Former House Speaker Dennis Hastert, R-Ill., House Minority Whip Roy Blunt, R-Mo., “and 11 other members of Congress have been subpoenaed to testify in the trial of a defense contractor charged with bribing jailed” former Rep. Randy “Duke” Cunningham, R-Calif.,, USA Today reports. “All of the lawmakers said they do not intend to comply with the subpoenas.”
“Even as Senate Democrats on Tuesday softened demands that the White House provide thousands of documents in advance of a hearing to confirm Michael Mukasey as attorney general, they warned that it remained highly improbable that a vote on his installation would occur before the October recess,” Roll Call (sub. req.) reports. “The White House has asked Democrats to complete the confirmation process by Oct. 8 — a date on which Democrats said they are unlikely to meet.”
The House Federal Workforce Subcommittee split along party lines yesterday “over proposed legislation that would ban discrimination against federal employees and job applicants based on sexual orientation.” the Washington Post reports. “Republicans asked for a roll call, and Democrats, as the majority party, prevailed, 5 to 3.

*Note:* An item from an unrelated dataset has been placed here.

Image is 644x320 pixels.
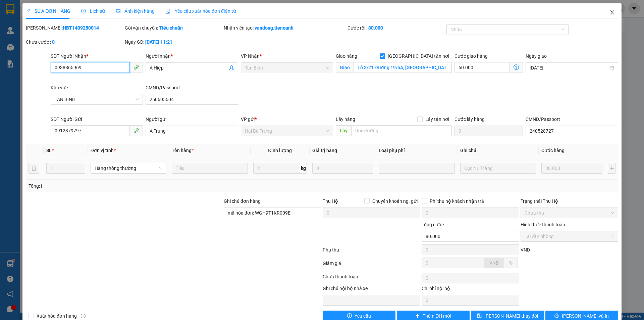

“Twelve years after conservative Republicans in Congress were blamed for shutting down the government, they are introducing legislation to ensure that government continues to function no matter what,” The Hill reports. “Anticipating a showdown with Democrats that could force government offices to close, President Bush is backing the legislation.”
IRAQ
“The top two American military and diplomatic officials in Iraq sought to play down differences over Iraq policy as they met with senior British officials on Tuesday, at a time of mounting pressure here for the withdrawal of Britain’s remaining 5,200 soldiers from southern Iraq,” the New York Times reports. “At a news conference with Ambassador Ryan C. Crocker, Gen. David H. Petraeussought to ease strains that developed this month when British commanders withdrew the 500-man contingent that comprised their last remaining troops in central Basra.”
“The U.S. military has introduced ‘religious enlightenment’ and other education programs for Iraqi detainees, some of whom are as young as 11, Marine Maj. Gen. Douglas M. Stone, the commander of U.S. detention facilities in Iraq, said yesterday, the Washington Post reports. “Stone said such efforts, aimed mainly at Iraqis who have been held for more than a year, are intended to “bend them back to our will” and are part of waging war in what he called ‘the battlefield of the mind.’ ”
“A preliminary Iraqi report on a shooting involving an American diplomatic motorcade said Tuesday that Blackwater security guards were not ambushed, as the company reported, but instead fired at a car when it did not heed a policeman’s call to stop, killing a couple and their infant,” the New York Times reports. “The report, by the Ministry of Interior, was presented to the Iraqi cabinet and, though unverified, seemed to contradict an account offered by Blackwater USA that the guards were responding to gunfire by militants.”
“A vast internal migration is radically reshaping Iraq’s ethnic and sectarian landscape, according to new data collected by thousands of relief workers, but displacement in the most populous and mixed areas is surprisingly complex, suggesting that partitioning the country into semiautonomous Sunni, Shiite and Kurdish enclaves would not be easy,” the New York Times reports. “In Baghdad alone there are now nearly 170,000 families, accounting for almost a million people, that have fled their homes.”
NATION
“About 1,000 highly skilled legal immigrants, carrying placards and wearing T-shirts emblazoned with American flags, rallied Tuesday at the Capitol to protest long delays and vast bureaucratic backlogs in the immigration system,” the New York Times reports. “The immigrants, including doctors, medical technicians and computer engineers from India and China, came from as far as California and Washington State to call on Congress to provide more permanent visas for highly educated immigrants and more resources for the overburdened immigration system.”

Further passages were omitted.